Hill concludes, “Islamic civilization entered the international system under duress,” which he believes has contributed to the current situation of failing states and lagging economies that establish conditions where radicalized Islam can flourish. The radicalized elements reject the secular Westphalian world order, however Hill points out that some in Islam insist that sharia imposed by the state “cannot be the true law of Islam. It is not possible to apply sharia through the state; it can only be applied through acceptance by human beings (An-Na’im).” Another alternative is the Medina polity established by the Prophet (“later called the Pact—kitab—of Medina) “guaranteeing each tribe the right to follow its own religion and customs, imposing on all citizens rules designed to keep the overall peace, establishing a legal process by which the tribes settled purely internal matters themselves and ceded to Muhammad the authority to settle intertribal disputes…Although this document has been called the first written constitution, it was really more of a multiparty treaty” (Ansary).

Hill convincingly demonstrates that more often than not, rulers have co-opted Islam as a way to dominate the people (Iran comes to mind.).
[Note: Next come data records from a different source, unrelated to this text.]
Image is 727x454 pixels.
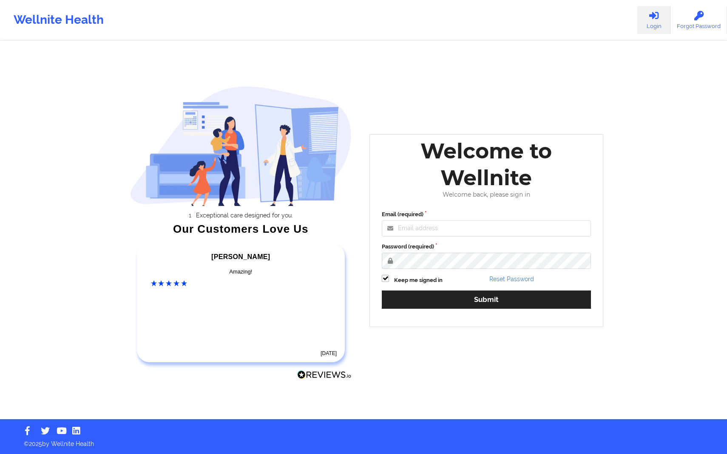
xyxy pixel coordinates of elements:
div: Amazing! [151,268,331,276]
time: [DATE] [320,351,337,357]
label: Email (required) [382,210,591,219]
button: Submit [382,291,591,309]
input: Email address [382,221,591,237]
a: Reset Password [489,276,534,283]
a: Forgot Password [670,6,727,34]
label: Password (required) [382,243,591,251]
li: Exceptional care designed for you. [137,212,351,219]
label: Keep me signed in [394,276,442,285]
img: Reviews.io Logo [297,371,351,379]
img: wellnite-auth-hero_200.c722682e.png [130,86,352,206]
div: Welcome to Wellnite [376,138,597,191]
span: [PERSON_NAME] [211,253,270,260]
a: Login [637,6,670,34]
div: Welcome back, please sign in [376,191,597,198]
p: © 2025 by Wellnite Health [18,434,709,448]
a: Reviews.io Logo [297,371,351,382]
div: Our Customers Love Us [130,225,352,233]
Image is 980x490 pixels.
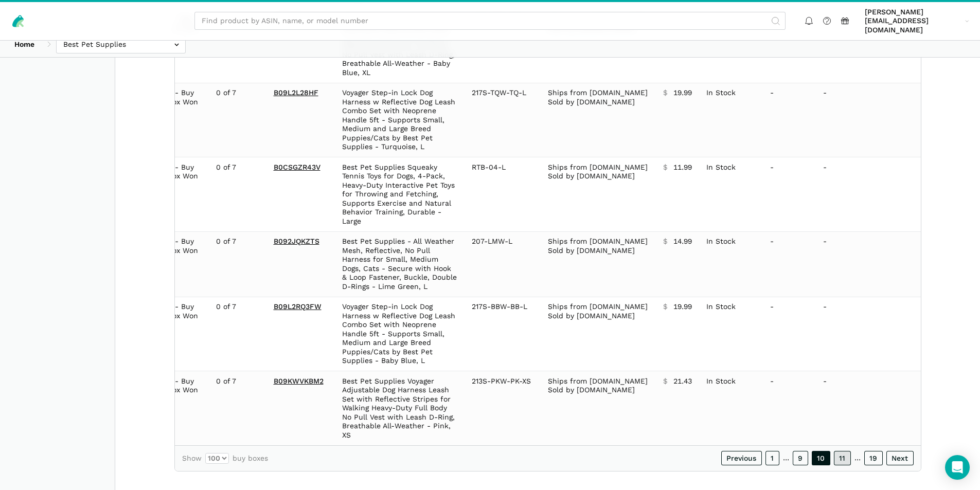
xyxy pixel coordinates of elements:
[540,296,655,371] td: Ships from [DOMAIN_NAME] Sold by [DOMAIN_NAME]
[763,231,815,296] td: -
[335,157,464,231] td: Best Pet Supplies Squeaky Tennis Toys for Dogs, 4-Pack, Heavy-Duty Interactive Pet Toys for Throw...
[864,450,882,465] a: 19
[274,163,320,171] a: B0CSGZR43V
[944,454,970,480] div: Open Intercom Messenger
[811,450,830,465] a: 10
[721,450,762,465] a: Previous
[886,450,913,465] a: Next
[194,12,785,30] input: Find product by ASIN, name, or model number
[699,296,763,371] td: In Stock
[699,83,763,157] td: In Stock
[864,8,961,35] span: [PERSON_NAME][EMAIL_ADDRESS][DOMAIN_NAME]
[540,157,655,231] td: Ships from [DOMAIN_NAME] Sold by [DOMAIN_NAME]
[464,157,540,231] td: RTB-04-L
[335,231,464,296] td: Best Pet Supplies - All Weather Mesh, Reflective, No Pull Harness for Small, Medium Dogs, Cats - ...
[209,231,266,296] td: 0 of 7
[160,83,209,157] td: 4 - Buy Box Won
[335,83,464,157] td: Voyager Step-in Lock Dog Harness w Reflective Dog Leash Combo Set with Neoprene Handle 5ft - Supp...
[56,35,185,53] input: Best Pet Supplies
[209,296,266,371] td: 0 of 7
[663,376,667,386] span: $
[860,6,972,37] a: [PERSON_NAME][EMAIL_ADDRESS][DOMAIN_NAME]
[793,450,808,465] a: 9
[540,371,655,445] td: Ships from [DOMAIN_NAME] Sold by [DOMAIN_NAME]
[205,452,229,464] select: Showbuy boxes
[854,453,860,463] span: …
[699,371,763,445] td: In Stock
[209,157,266,231] td: 0 of 7
[274,302,321,310] a: B09L2RQ3FW
[160,231,209,296] td: 4 - Buy Box Won
[673,88,692,98] span: 19.99
[815,371,931,445] td: -
[464,296,540,371] td: 217S-BBW-BB-L
[274,376,324,385] a: B09KWVKBM2
[209,371,266,445] td: 0 of 7
[274,88,318,97] a: B09L2L28HF
[815,296,931,371] td: -
[663,302,667,311] span: $
[8,35,41,53] a: Home
[663,88,667,98] span: $
[673,237,692,246] span: 14.99
[663,163,667,172] span: $
[765,450,779,465] a: 1
[782,453,789,463] span: …
[673,376,692,386] span: 21.43
[815,83,931,157] td: -
[160,157,209,231] td: 4 - Buy Box Won
[699,231,763,296] td: In Stock
[335,296,464,371] td: Voyager Step-in Lock Dog Harness w Reflective Dog Leash Combo Set with Neoprene Handle 5ft - Supp...
[673,302,692,311] span: 19.99
[274,237,319,245] a: B092JQKZTS
[209,83,266,157] td: 0 of 7
[763,296,815,371] td: -
[335,371,464,445] td: Best Pet Supplies Voyager Adjustable Dog Harness Leash Set with Reflective Stripes for Walking He...
[663,237,667,246] span: $
[763,157,815,231] td: -
[464,83,540,157] td: 217S-TQW-TQ-L
[763,83,815,157] td: -
[834,450,851,465] a: 11
[540,83,655,157] td: Ships from [DOMAIN_NAME] Sold by [DOMAIN_NAME]
[160,296,209,371] td: 4 - Buy Box Won
[815,231,931,296] td: -
[673,163,692,172] span: 11.99
[699,157,763,231] td: In Stock
[182,452,268,464] label: Show buy boxes
[540,231,655,296] td: Ships from [DOMAIN_NAME] Sold by [DOMAIN_NAME]
[464,231,540,296] td: 207-LMW-L
[763,371,815,445] td: -
[160,371,209,445] td: 4 - Buy Box Won
[464,371,540,445] td: 213S-PKW-PK-XS
[815,157,931,231] td: -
He quotes Professor L. Carl Brown of Princeton, “nothing exclusively “Islamic” about this Muslim attitude towards politics, any more than the politics of feudalism or of imperial Russia was distinctly “Christian.” It is the political legacy of Muslims, not the theology of Islam…”

For the Islamist, secularism is the booger man, but secularism in the Westphalian order has its own set of problems. Hill writes, “A new phenomena arose: wars motivated by religious convictions were replaced by wars driven by ideologies—surrogates for religion—each aimed to oppose, undermine, destroy and replace the Westphalian system. The greatest of these was international communism, the latest is international Islamism.”

In many respects, Trials is as good as Grand Strategies. Ambassador Hill is to be commended for his insight, courage, and conviction—this little book packs a big, enlightening punch. Strongest recommendation.

References you may find of interest (links to quoted authors above are links to the respective reference):

The Incoherence of the Philosophers, Abu Hamid Muhammed Al-Ghazali

The Crisis of Islamic Civilization, Ali A. Allawi

The Caliphate, Thomas W. Arnold

Sayyid Qutb and the Origins of Radical Islamism, John Calvert

Crimea: The Last Crusade, Orlando Figes —Figes’ The Whisperers was very good.

The Morality of Law, Lon L. Fuller

The Muqaddimah, Ibn Khaldun (Translated Franz Rosenthal)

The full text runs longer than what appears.